At the Creative Independent, Lucy Ives discusses her new story collection, Cosmogony, and how she accepted the struggle of balancing a writing life with making a living. “It takes a lot of practice,” Ives says. “I think people don’t talk about that, that writing itself—not just like, ‘Oh, it’s hard.’ But that it isn’t natural. It’s like playing the piano or something like that. You have to stay with it to be able to do it well, or be happy with what you’re doing. I don’t have great advice about it, because I think, to me, at least, it remains a struggle, but I think you also get more accepting of the fact that it is a bit of a struggle all the time.”
Accepting the Struggle with Lucy Ives
Some Thoughts on Celebrity Book Clubs
“A few weeks ago, I texted my writing group, ‘All I really want is to be just famous enough to have my own celebrity book club.’ I was kind of kidding. But I kind of wasn’t. Because, like portion-packaged organic snacks delivered to your door, isn’t book club ownership one step closer to having it all?” Laura Briskman on the faux intimacy of celebrity book clubs, as more and more celebrities start their own post Oprah.
The Stand on Screen
Getting a director for Stephen King’s The Stand was almost as difficult as surviving the virus. The latest director to try is Josh Boone, who is no stranger to adaptations because he’s bringing The Fault in Our Stars to screen. To brush up on your King, read our essay on learning about America through his novels.
Going Clear
“While guys spent time in these Seg cells calling out chess moves over the walkways or doing push-ups until their veins bulged from their temples, I was in my cell pecking away trying to create a different world for myself. Some kind of way I felt I could rewrite my future.” For The New Yorker‘s Page-Turner blog, Daniel A. Gross tells the story of the Swintec Corporation, the nation’s sole supplier of clear typewriters, whose largest market is prisons. Pair with our own Bill Morris on using his Royal to write.
On the Auction Block
It exists! The long-lost letter from Neal Cassady that inspired Jack Kerouac to write On the Road will be auctioned next month at Christies, ending an 18-month-long battle over its ownership and another 60-year-long battle over its existence. As Kerouac said, “It was the greatest piece of writing I ever saw, better’n anybody in America, or at least enough to make Melville, Twain, Dreiser, Wolfe, I dunno who, spin in their graves.”
Salman Rushdie on George Orwell
Granta posts Salman Rushdie’s 1984 essay ‘Outside the Whale’ – a response to an essay by George Orwell about the political role of the artist: “If writers leave the business of making pictures of the world to politicians, it will be one of history’s great and most abject abdications.”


The problem
Pull every line from the records that has the word "bounding" in it.

Dataset listings of figures:
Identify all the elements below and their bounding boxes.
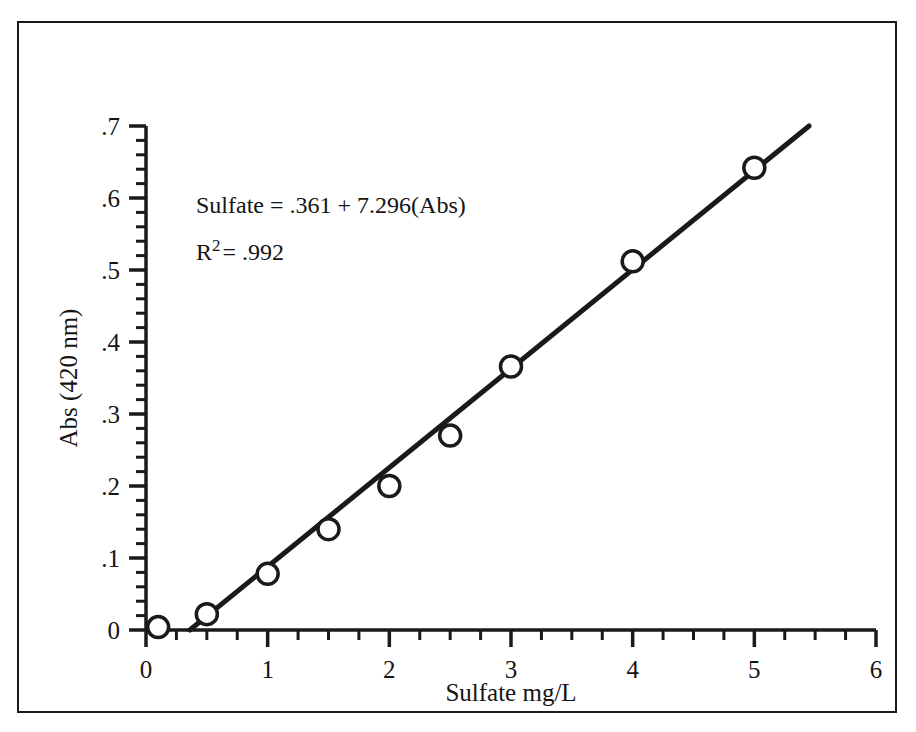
y-axis-title: Abs (420 nm) (55, 309, 83, 448)
data-point-marker (196, 604, 217, 625)
data-point-markers (148, 157, 765, 637)
x-axis-title: Sulfate mg/L (445, 679, 576, 706)
x-axis-tick-label: 0 (140, 656, 153, 683)
y-axis-tick-label: 0 (108, 617, 121, 644)
y-axis-tick-label: .2 (101, 473, 120, 500)
x-axis-tick-label: 1 (261, 656, 274, 683)
y-axis-tick-label: .5 (101, 257, 120, 284)
x-axis-tick-label: 5 (748, 656, 761, 683)
y-axis-ticks (129, 126, 146, 630)
figure-container: 0.1.2.3.4.5.6.7 0123456 Sulfate mg/L Abs… (0, 0, 916, 732)
data-point-marker (744, 157, 765, 178)
annotation-r-exponent: 2 (212, 236, 221, 255)
y-axis-tick-labels: 0.1.2.3.4.5.6.7 (101, 113, 120, 644)
data-point-marker (148, 617, 169, 638)
data-point-marker (257, 563, 278, 584)
y-axis-tick-label: .6 (101, 185, 120, 212)
annotation-r-label: R (196, 239, 212, 265)
data-point-marker (379, 476, 400, 497)
y-axis-tick-label: .1 (101, 545, 120, 572)
y-axis-tick-label: .4 (101, 329, 120, 356)
chart-plot: 0.1.2.3.4.5.6.7 0123456 Sulfate mg/L Abs… (0, 0, 916, 732)
annotation-r-value: = .992 (223, 239, 285, 265)
data-point-marker (440, 425, 461, 446)
annotation-equation: Sulfate = .361 + 7.296(Abs) (196, 192, 466, 218)
y-axis-tick-label: .3 (101, 401, 120, 428)
data-point-marker (501, 356, 522, 377)
x-axis-tick-label: 2 (383, 656, 396, 683)
data-point-marker (318, 519, 339, 540)
x-axis-tick-label: 6 (870, 656, 883, 683)
data-point-marker (622, 251, 643, 272)
x-axis-ticks (146, 630, 876, 647)
y-axis-tick-label: .7 (101, 113, 120, 140)
annotation-r-squared: R2= .992 (196, 236, 284, 265)
x-axis-tick-label: 4 (626, 656, 639, 683)
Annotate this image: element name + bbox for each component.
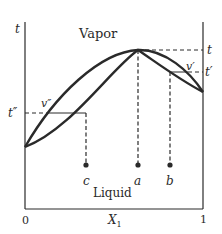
x-axis-label-main: X — [108, 213, 117, 227]
point-c — [83, 162, 88, 167]
t-double-prime-label: t″ — [8, 107, 17, 119]
liquid-region-label: Liquid — [93, 187, 132, 199]
t-label: t — [207, 44, 212, 56]
point-a-label: a — [134, 175, 141, 187]
x-axis-label-subscript: 1 — [117, 220, 122, 229]
point-b-label: b — [166, 175, 174, 187]
x-tick-1: 1 — [200, 214, 207, 225]
t-prime-label: t′ — [205, 66, 213, 78]
v-double-prime-label: v″ — [41, 98, 51, 109]
point-a — [135, 162, 140, 167]
vapor-region-label: Vapor — [79, 27, 117, 40]
x-tick-0: 0 — [22, 215, 29, 226]
point-b — [167, 162, 172, 167]
x-axis-label: X1 — [108, 214, 122, 229]
y-axis-label: t — [15, 23, 20, 35]
point-c-label: c — [83, 175, 90, 187]
v-prime-label: v′ — [186, 61, 195, 72]
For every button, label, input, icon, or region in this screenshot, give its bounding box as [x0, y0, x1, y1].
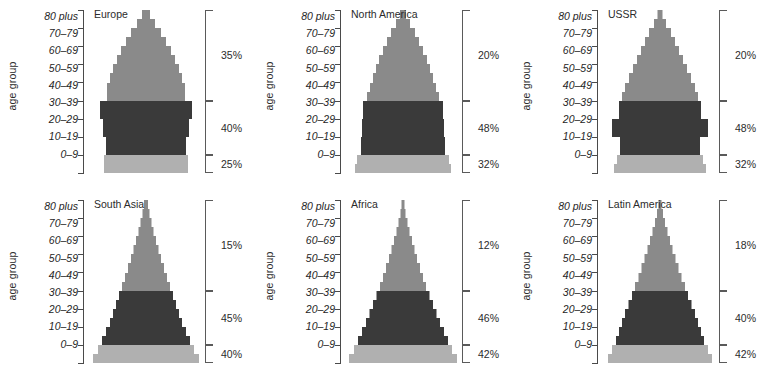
age-band-bar — [122, 282, 170, 291]
age-band-row — [349, 28, 457, 37]
age-band-row — [349, 146, 457, 155]
axis-tick-label: 40–49 — [16, 267, 78, 284]
pyramid-panel: age group80 plus70–7960–6950–5940–4930–3… — [0, 0, 257, 189]
age-band-row — [606, 146, 714, 155]
bracket — [462, 155, 470, 173]
age-band-row — [349, 55, 457, 64]
age-band-bar — [128, 263, 164, 272]
age-band-bar — [110, 318, 182, 327]
axis-tick-label: 10–19 — [16, 318, 78, 335]
bracket-percentage-label: 40% — [735, 312, 756, 324]
age-band-bar — [653, 227, 668, 236]
axis-tick — [592, 363, 598, 364]
axis-tick-label: 40–49 — [273, 77, 335, 94]
age-band-row — [92, 28, 200, 37]
axis-tick — [592, 137, 598, 138]
age-band-bar — [361, 146, 445, 155]
axis-tick-label: 80 plus — [273, 8, 335, 25]
age-band-row — [92, 245, 200, 254]
age-band-bar — [612, 128, 708, 137]
age-band-bar — [639, 273, 682, 282]
age-band-bar — [357, 155, 449, 164]
bar-stack — [606, 10, 714, 173]
age-band-row — [349, 19, 457, 28]
age-band-row — [92, 273, 200, 282]
age-band-row — [606, 55, 714, 64]
axis-tick — [78, 155, 84, 156]
bracket-percentage-label: 15% — [221, 239, 242, 251]
age-band-row — [92, 318, 200, 327]
age-band-bar — [136, 236, 156, 245]
age-band-row — [92, 263, 200, 272]
age-band-bar — [629, 73, 691, 82]
age-band-row — [92, 282, 200, 291]
age-band-bar — [649, 28, 671, 37]
age-band-row — [606, 327, 714, 336]
age-axis: age group80 plus70–7960–6950–5940–4930–3… — [257, 190, 349, 379]
age-band-row — [92, 345, 200, 354]
age-band-bar — [106, 327, 186, 336]
axis-tick-label: 30–39 — [273, 94, 335, 111]
age-band-bar — [619, 110, 701, 119]
bracket-percentage-label: 42% — [735, 348, 756, 360]
axis-tick-label: 60–69 — [16, 42, 78, 59]
age-band-bar — [362, 327, 444, 336]
axis-tick-labels: 80 plus70–7960–6950–5940–4930–3920–2910–… — [16, 8, 78, 163]
axis-tick — [335, 309, 341, 310]
panel-title: Latin America — [608, 198, 672, 210]
bracket-percentage-label: 25% — [221, 158, 242, 170]
age-band-row — [92, 101, 200, 110]
age-band-bar — [358, 336, 448, 345]
bracket — [462, 291, 470, 345]
axis-tick — [335, 291, 341, 292]
axis-tick — [78, 137, 84, 138]
axis-tick — [592, 218, 598, 219]
age-band-bar — [629, 300, 692, 309]
age-band-row — [92, 209, 200, 218]
age-band-bar — [100, 110, 192, 119]
bracket — [205, 291, 213, 345]
bracket — [205, 101, 213, 155]
axis-tick — [78, 254, 84, 255]
age-band-bar — [402, 200, 405, 209]
bracket-percentage-label: 40% — [221, 348, 242, 360]
age-band-row — [349, 101, 457, 110]
age-band-row — [92, 227, 200, 236]
age-band-row — [349, 245, 457, 254]
age-band-row — [606, 291, 714, 300]
age-band-bar — [107, 83, 185, 92]
age-band-bar — [363, 110, 443, 119]
age-band-bar — [144, 200, 148, 209]
age-band-row — [349, 73, 457, 82]
age-band-bar — [394, 236, 412, 245]
bracket-percentage-label: 32% — [478, 158, 499, 170]
bracket — [719, 345, 727, 363]
axis-tick — [592, 291, 598, 292]
age-band-bar — [397, 227, 410, 236]
percentage-brackets: 15%45%40% — [205, 200, 257, 363]
age-band-bar — [642, 263, 679, 272]
age-band-bar — [389, 254, 417, 263]
age-axis: age group80 plus70–7960–6950–5940–4930–3… — [514, 190, 606, 379]
age-band-bar — [373, 73, 433, 82]
age-band-row — [349, 128, 457, 137]
age-band-row — [606, 227, 714, 236]
axis-tick-label: 20–29 — [273, 111, 335, 128]
age-band-row — [606, 273, 714, 282]
pyramid-plot: South Asia — [92, 200, 200, 363]
bracket-percentage-label: 20% — [735, 49, 756, 61]
age-band-bar — [126, 37, 166, 46]
age-band-bar — [645, 37, 675, 46]
age-band-row — [92, 336, 200, 345]
axis-tick-label: 40–49 — [530, 267, 592, 284]
age-band-bar — [100, 101, 192, 110]
age-band-row — [606, 83, 714, 92]
age-axis: age group80 plus70–7960–6950–5940–4930–3… — [0, 0, 92, 189]
age-band-bar — [125, 273, 167, 282]
axis-tick — [592, 254, 598, 255]
axis-tick-label: 40–49 — [530, 77, 592, 94]
bracket — [205, 10, 213, 101]
age-band-bar — [379, 55, 427, 64]
axis-tick-label: 10–19 — [273, 128, 335, 145]
age-band-row — [92, 55, 200, 64]
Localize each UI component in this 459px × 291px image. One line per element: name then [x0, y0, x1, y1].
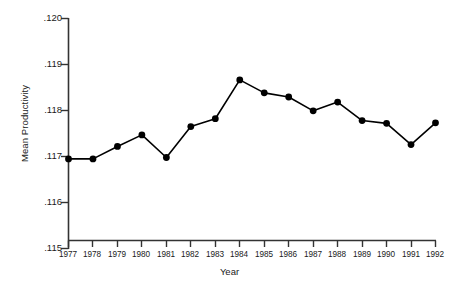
data-point-1984 [236, 77, 243, 84]
data-point-1982 [187, 123, 194, 130]
data-point-1992 [432, 119, 439, 126]
data-point-1988 [334, 99, 341, 106]
data-point-1990 [383, 120, 390, 127]
data-point-1983 [212, 115, 219, 122]
data-point-1991 [408, 141, 415, 148]
data-point-1978 [90, 156, 97, 163]
data-point-1985 [261, 89, 268, 96]
data-point-1989 [359, 117, 366, 124]
series-markers [65, 77, 439, 163]
series-line [69, 80, 436, 159]
chart-canvas [0, 0, 459, 291]
data-point-1979 [114, 143, 121, 150]
data-point-1986 [285, 94, 292, 101]
data-point-1981 [163, 154, 170, 161]
chart-figure: Mean Productivity Year .120 .119 .118 .1… [0, 0, 459, 291]
data-point-1987 [310, 107, 317, 114]
y-axis [61, 18, 69, 249]
data-point-1977 [65, 156, 72, 163]
x-axis [68, 241, 436, 248]
data-point-1980 [139, 131, 146, 138]
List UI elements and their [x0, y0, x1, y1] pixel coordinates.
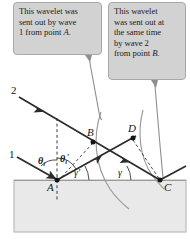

Result of the task
Identify all the elements below and their bounding boxes.
For every button, label, input, icon, or region in this screenshot, give its bounding box as [x0, y0, x1, y1].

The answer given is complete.